Small community banks are going private at an increasingly rapid rate, and most cite regulatory compliance costs as the primary factor behind the trend.
For example, the $68 million-asset Home Financial Bancorp in Spencer, Ind., plans to terminate its registration with the Securities and Exchange Commission today, and the $311 million-asset Sturgis Bancorp Inc. of Sturgis, Mich., did so Thursday. The two companies no longer have to file reports to the SEC detailing their operations.
This year five banking companies, including Home Financial and Sturgis, have gone private or announced plans to do so. Twenty went private last year, up from 10 in 2003, according to statistics compiled by SNL Financial LC of Charlottesville, Va.

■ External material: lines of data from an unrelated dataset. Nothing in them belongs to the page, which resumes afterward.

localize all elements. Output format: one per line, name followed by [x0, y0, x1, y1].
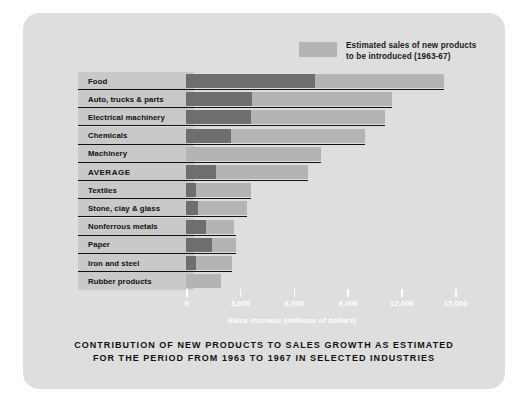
x-axis-tick-label: 0 — [185, 299, 189, 308]
x-axis-tick — [240, 289, 242, 297]
x-axis-tick — [401, 289, 403, 297]
x-axis-tick — [347, 289, 349, 297]
x-axis-title: Sales increase (millions of dollars) — [23, 316, 505, 325]
x-axis-tick — [455, 289, 457, 297]
chart-card: Estimated sales of new products to be in… — [23, 13, 505, 389]
x-axis-tick — [294, 289, 296, 297]
x-axis-tick-label: 9,000 — [338, 299, 358, 308]
x-axis-tick-label: 3,000 — [231, 299, 251, 308]
chart-caption: CONTRIBUTION OF NEW PRODUCTS TO SALES GR… — [23, 339, 505, 365]
x-axis-tick-label: 15,000 — [444, 299, 468, 308]
x-axis: Sales increase (millions of dollars) 03,… — [23, 13, 505, 389]
x-axis-tick-label: 6,000 — [285, 299, 305, 308]
x-axis-title-text: Sales increase (millions of dollars) — [172, 316, 357, 325]
x-axis-tick — [186, 289, 188, 297]
x-axis-tick-label: 12,000 — [390, 299, 414, 308]
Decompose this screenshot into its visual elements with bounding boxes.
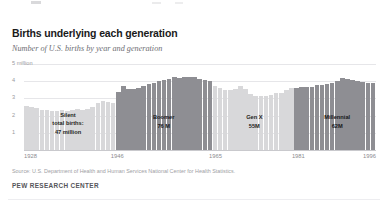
bar (228, 90, 233, 150)
bar (29, 107, 34, 150)
generation-label-line: Boomer (153, 113, 175, 121)
bar (141, 86, 146, 151)
bar (208, 81, 213, 150)
bar (121, 86, 126, 151)
bar (24, 106, 29, 150)
bar (90, 107, 95, 150)
bar (350, 80, 355, 150)
bar (233, 89, 238, 150)
bar (279, 93, 284, 150)
bar (192, 77, 197, 150)
generation-label-line: Gen X (246, 113, 262, 121)
brand-footer: PEW RESEARCH CENTER (12, 182, 99, 189)
bar (274, 93, 279, 150)
bar (223, 90, 228, 150)
bar (40, 110, 45, 150)
generation-label-line: Silent (52, 111, 83, 119)
bar (294, 88, 299, 150)
generation-label-line: 62M (324, 122, 350, 130)
bar (238, 86, 243, 150)
bar (315, 85, 320, 150)
bar (96, 103, 101, 150)
x-axis-tick-label: 1928 (24, 153, 37, 159)
generation-label-line: total births: (52, 119, 83, 127)
x-axis-tick-label: 1946 (111, 153, 124, 159)
chart-card: Births underlying each generation Number… (0, 18, 388, 199)
artifact-mark (152, 2, 161, 4)
generation-label-line: 47 million (52, 128, 83, 136)
bar (136, 88, 141, 150)
x-axis-tick-label: 1965 (209, 153, 222, 159)
chart-subtitle: Number of U.S. births by year and genera… (12, 44, 162, 53)
generation-label-boomer: Boomer76 M (153, 113, 175, 130)
bar (34, 108, 39, 150)
bar (213, 86, 218, 151)
x-axis-tick-label: 1981 (292, 153, 305, 159)
bar (310, 87, 315, 150)
bar (182, 77, 187, 150)
bar (177, 78, 182, 150)
source-note: Source: U.S. Department of Health and Hu… (12, 168, 235, 174)
capture-artifact-band (0, 0, 388, 14)
y-axis-tick-label: 4 (12, 78, 15, 84)
bar (284, 90, 289, 150)
bar (264, 96, 269, 150)
generation-label-line: Millennial (324, 113, 350, 121)
bar (126, 89, 131, 150)
x-axis-tick-label: 1996 (363, 153, 376, 159)
page-title: Births underlying each generation (12, 27, 177, 39)
bar (218, 88, 223, 150)
artifact-mark (175, 2, 183, 4)
generation-label-gen-x: Gen X55M (246, 113, 262, 130)
x-axis-line (24, 150, 376, 151)
generation-label-silent: Silenttotal births:47 million (52, 111, 83, 136)
bar (289, 88, 294, 150)
bar (360, 82, 365, 150)
screenshot-page: Births underlying each generation Number… (0, 0, 388, 214)
bar (366, 83, 371, 150)
bar (304, 87, 309, 150)
artifact-mark (31, 1, 41, 4)
bar-series (24, 64, 376, 150)
y-axis-tick-label: 2 (12, 113, 15, 119)
bar (111, 103, 116, 150)
bar (147, 84, 152, 150)
bar (355, 81, 360, 150)
generation-label-line: 76 M (153, 122, 175, 130)
generation-label-millennial: Millennial62M (324, 113, 350, 130)
bar (116, 92, 121, 150)
bar (299, 87, 304, 150)
bar (45, 110, 50, 150)
bar-chart: 12345 million 19281946196519811996 Silen… (12, 64, 376, 150)
bar (269, 95, 274, 150)
x-axis-tick-labels: 19281946196519811996 (24, 153, 376, 163)
bar (101, 101, 106, 150)
divider-bottom (8, 199, 380, 200)
bar (106, 102, 111, 150)
bar (131, 89, 136, 150)
bar (197, 79, 202, 150)
bar (187, 77, 192, 150)
bar (85, 109, 90, 150)
bar (203, 80, 208, 150)
bar (371, 83, 376, 150)
generation-label-line: 55M (246, 122, 262, 130)
y-axis-tick-label: 3 (12, 96, 15, 102)
y-axis-tick-label: 1 (12, 130, 15, 136)
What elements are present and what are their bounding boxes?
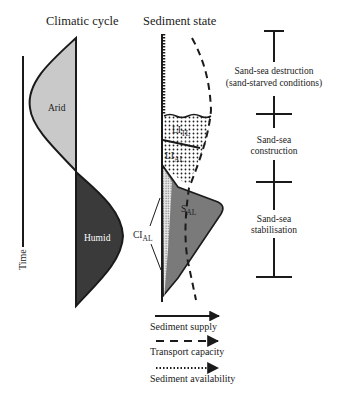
sediment-state-plot: LITL LIAL SAL CIAL	[133, 34, 223, 302]
time-axis: Time	[17, 56, 28, 270]
phase-destruction-line1: Sand-sea destruction	[235, 66, 314, 76]
legend-sediment-availability: Sediment availability	[150, 373, 235, 384]
legend: Sediment supply Transport capacity Sedim…	[150, 316, 235, 384]
legend-sediment-supply: Sediment supply	[150, 321, 217, 332]
phase-construction-line1: Sand-sea	[257, 135, 292, 145]
phase-stabilisation-line1: Sand-sea	[257, 214, 292, 224]
ci-al-label: CIAL	[133, 230, 153, 243]
s-al-region	[163, 166, 223, 296]
legend-transport-capacity: Transport capacity	[150, 346, 224, 357]
arid-label: Arid	[48, 103, 66, 113]
humid-label: Humid	[84, 233, 111, 243]
phase-construction-line2: construction	[251, 146, 298, 156]
phase-stabilisation-line2: stabilisation	[251, 225, 297, 235]
time-axis-label: Time	[17, 249, 28, 270]
title-climatic-cycle: Climatic cycle	[46, 14, 119, 28]
title-sediment-state: Sediment state	[143, 14, 217, 28]
phase-destruction-line2: (sand-starved conditions)	[226, 78, 322, 89]
climatic-cycle-sediment-state-diagram: Climatic cycle Sediment state Time Arid …	[0, 0, 340, 401]
climatic-cycle-curve: Arid Humid	[30, 38, 123, 306]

John Blaylock, a senior associate at Alex Sheshunoff & Co. Investment Banking in Austin, Tex., said he expects that annual compliance costs as high as $350,000 will induce even more community banks to go private.
"Most banks are simply not willing to put up with the cost and time it takes to comply with all the regulations," Mr. Blaylock said. "You have to have a compelling reason to go through all that. If you're not getting the trading volume, why are you there?"
John C. Donnelly, a managing director with Donnelly Penman & Partners, the Gross Pointe, Mich., investment banking company that advised Sturgis, agreed with Mr. Blaylock's analysis and said that most of the delistings would involve banking companies with between $100 million and $500 million of assets.
"They're too small to be big and too big to be small," he said.
Home Financial's president and chief executive officer, Kurt Rosenberger, said the Sarbanes-Oxley Act of 2002 and other regulations have pushed up the cost of SEC reporting compliance such that "the advantages of continuing as a public company are far outweighed by the disadvantages."
Mr. Rosenberger said in a press release Tuesday, "We believe that the cost savings we will realize by going private will have a positive impact on the company's results of operation and will allow management to focus more of their attention on the company's business."
Brian P. Hoggatt, the chief financial officer at Sturgis, said it went private because its stock did not trade frequently enough to justify the $130,000 a year it cost to maintain its Nasdaq registration. Sturgis' daily volume rarely exceeded 4,000 shares, he said.
"It didn't really give us more liquidity," Mr. Hoggatt said in an interview Thursday. "Maybe small banks aren't as sexy as other alternatives."